For anyone wanting to learn more - the holy grail of Ag engineering would be to increase the efficiency of rubisco, which is the rate-limiting enzyme in photosynthesis - so understandably there’s a ton of research at doing just that.

https://en.m.wikipedia.org/wiki/RuBisCO


Strongly recommend for one of the light-dependent reactions from before that enzyme: https://youtu.be/WhCczIqADuI


A somewhat less (but still!) ambitious project is to retrofit C4 photosynthesis into rice. It's something like 50% more efficient, and has evolved independently dozens of times, so it's probably a lot more feasible.


Why do we need more efficient photosynthesis in plants? Is it for indoor cultivation?


If you had a widely applicable improvement, you’d be able to grow fruit trees in Canada or have two harvests in one season for food crops, or grow much denser species of wood, much more quickly for construction lumber. It would be massively world changing — but it is a 4 billion year old enzyme so is pretty entrenched..


Oh interesting! Is photosynthesis the main thing limiting growth speed?

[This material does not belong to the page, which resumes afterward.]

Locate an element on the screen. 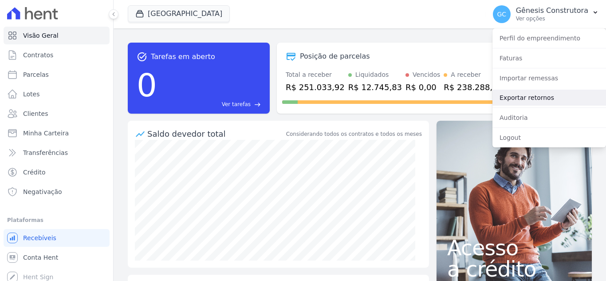 The height and width of the screenshot is (281, 606). p: Gênesis Construtora is located at coordinates (552, 11).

I would have expected there to be multiple processes with similar or aligned timings, or some built in limiting mechanism or something... it's not like giving humans higher calorie food makes them become adults faster.


Improving rubsico would be more along the lines of improving your metabolism so that you can process 4,000 calories per day with the loose analog of supplying more CO2 being the ‘higher calorie food’. It’s the single largest bottleneck in photosynthetic efficiency. TBH, it would likely take several more breakthroughs for plants to make use of an improved rubisco but it’s still a massive target for ag research.

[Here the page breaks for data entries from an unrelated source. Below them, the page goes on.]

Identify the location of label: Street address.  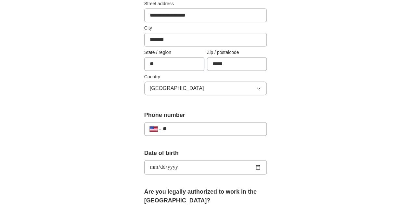
(205, 4).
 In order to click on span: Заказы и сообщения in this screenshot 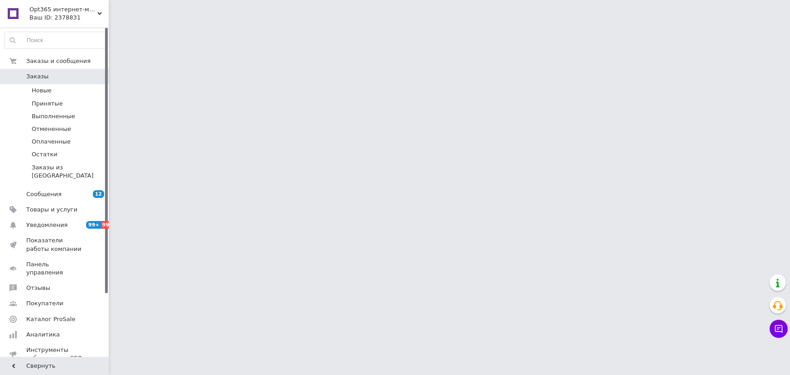, I will do `click(58, 61)`.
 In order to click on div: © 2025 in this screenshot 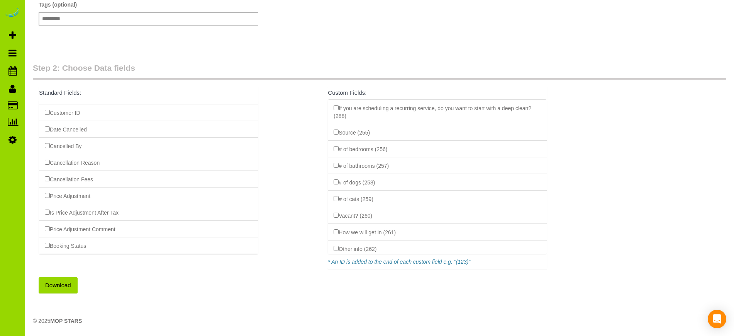, I will do `click(380, 321)`.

Plants get more energy, so they generate more food.


Ok, yeah, if your reference for biofuel is corn, where you can only use a tiny fraction of the plant, no kidding it'll look bad.


Which plant do you estimate is a much better pick?


Either a perennial with oily fruit (someone mentioned palm oil down below), or something where you can relatively easily use the entire plant. The idea I keep coming back to is algae bred or engineered for oil content, but I'm not actually sure how feasible that is.



> Mayali says that growing phytoplankton outdoors with natural light and finding a less energy-intensive method of powering production would help microalgae-based diesel compete.

I'm sorry, were they measuring the carbon footprint of growing algae by what it takes to grow it inside with artificial light?